Troubled, Garth spent the rest of the night trying to regain communion with his rider, but it was no use. Only the threat of death seen through Garth’s eyes had gotten such an extreme emotion through loud and clear into Garth’s consciousness. The frightening encounter with the roadtrain had caused Fryx to withdraw again. He played his skire for a while anyway, hoping to coax Fryx out of his mood, but to no avail. His rider refused to respond, remaining an inert cool presence hugging the nerves at the base of his skull. After a time he gave up on his music—without his rider’s participation, there was no magic in it.
Sighing, the skald wrapped himself tightly in his cloak and settled down on his bedroll. He wondered about the strangeness of the night and grieved for Micyn and Zeke. What had Micyn come so far to communicate to Fryx? He doubted that he would ever know. He recalled the instant of direct communication he had experienced. Fryx had actually spoken to him, commanding him to halt. Few skalds could boast of such a moment. If the night had not turned into such a horror, he might have felt exalted at the interference of his rider.
Lying with his hands behind his head, Garth gazed at the heavens. Spread out above him were the nearby stars of the Listak Cluster. Gopus was below the horizon, but due to rise in the next hour or so. Hanging over the South Pole were the twin stars Thor and Loki, Thor a red giant that fed an endless stream of super-heated plasma to the vampirical white dwarf Loki. Down low on the eastern horizon, half-blocked by the Parched Spikes, was a liquid waver of stars that formed the constellation Taurus, seen at an oblique angle. Garth knew that Sol and Old Earth lay somewhere beyond, too dim for the naked eye to pick out.

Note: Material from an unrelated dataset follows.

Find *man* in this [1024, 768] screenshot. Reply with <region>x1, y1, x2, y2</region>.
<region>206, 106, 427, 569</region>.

He stared up at the brilliant Desolation stars, seemingly closer and brighter than anywhere else on Garm. As he fell asleep, it occurred to him that the riders had been discussing something about the stars. He recalled the sensation of fear and dread, he had associated it with the roadtrain before, but now he wasn’t so sure. The two riders had been discussing a danger from the beyond Garm, of that much he was certain.
#
With a lurch, Fryx forced Garth’s body to sit straight up. His legs were wrapped in a dusty bedroll. Everywhere stretched the sands of the Desolation. The rising sun was a lurid red glow on the horizon and the heat of it was already in the moistureless air. Standing in an awkward, stiff-kneed fashion and clumsily fixing sun-goggles on Garth’s face, Fryx scanned the landscape through Garth’s bloodshot eyes.

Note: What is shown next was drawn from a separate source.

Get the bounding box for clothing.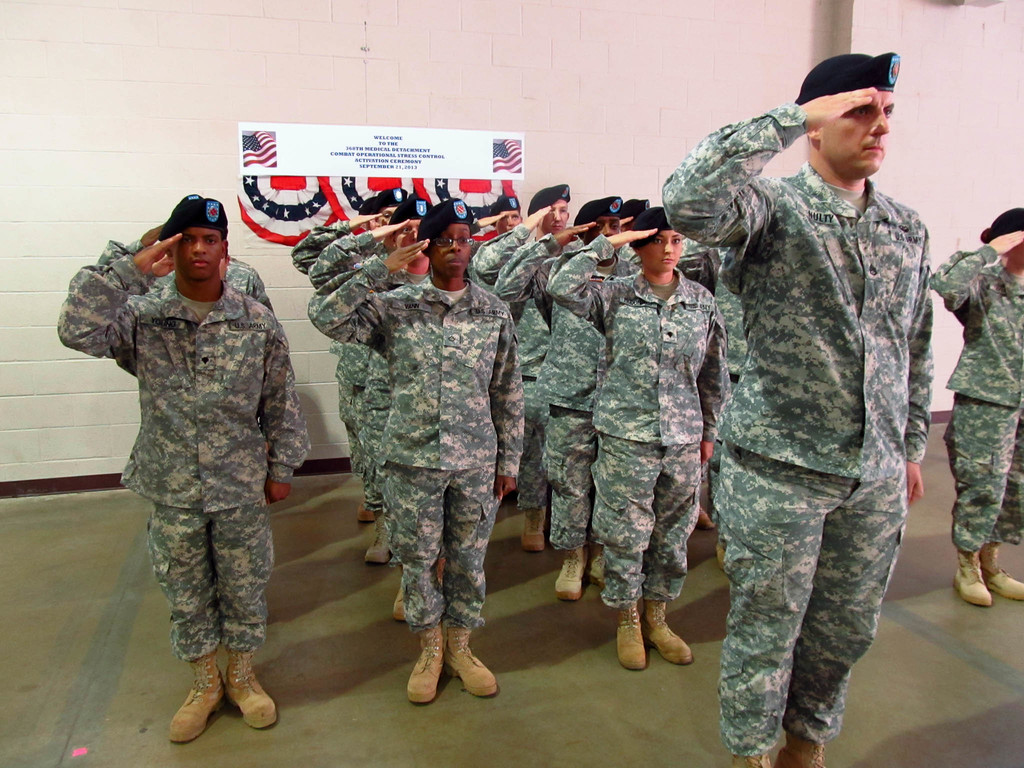
{"left": 471, "top": 233, "right": 533, "bottom": 472}.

The nothingness of the Desolation met the optical organs, sending impulses down the optical nerves and into Fryx’s worm-like tangle of interrupting tendrils. A flat stretch of slightly reddish sand reached up to meet the horizon in all directions, fringed with the hazy images of barren mountains. Those mountains were the Parched Spikes, the wardens that kept this vast wasteland a prisoner. Beyond were the steamy jungles and the oceans of Garm.
Gathering up Garth’s meager belongings, Fryx rammed a wad of salty meat into the skald’s mouth and added two mouthfuls of body-warm water from the tube-like waterskin that encircled his hips. Chewing mechanically, he set the body into a lurching march, heading back the way they had come. Fryx was in luck; the nearest settlement was only forty miles away.
Long legs swung forward, striding fast, eating up the ground. Wide eyes stared ahead, almost unblinking in the blinding morning sun and the wind-whipped sand.
Driving Garth’s body like an ailing power-walker until it all but collapsed, Fryx managed to hitch a ride up into the Parched Spikes, entering the section of the range that formed the southern border of the Desolation. Soon he reached the summit of the high passes among the sheer cliffs and precipitous spires of the Parched Spikes. Here, the man he was driving with stopped at what was apparently the sole service-station between the Desolation and New Amazonia to fill the car’s tanks with hydrogen.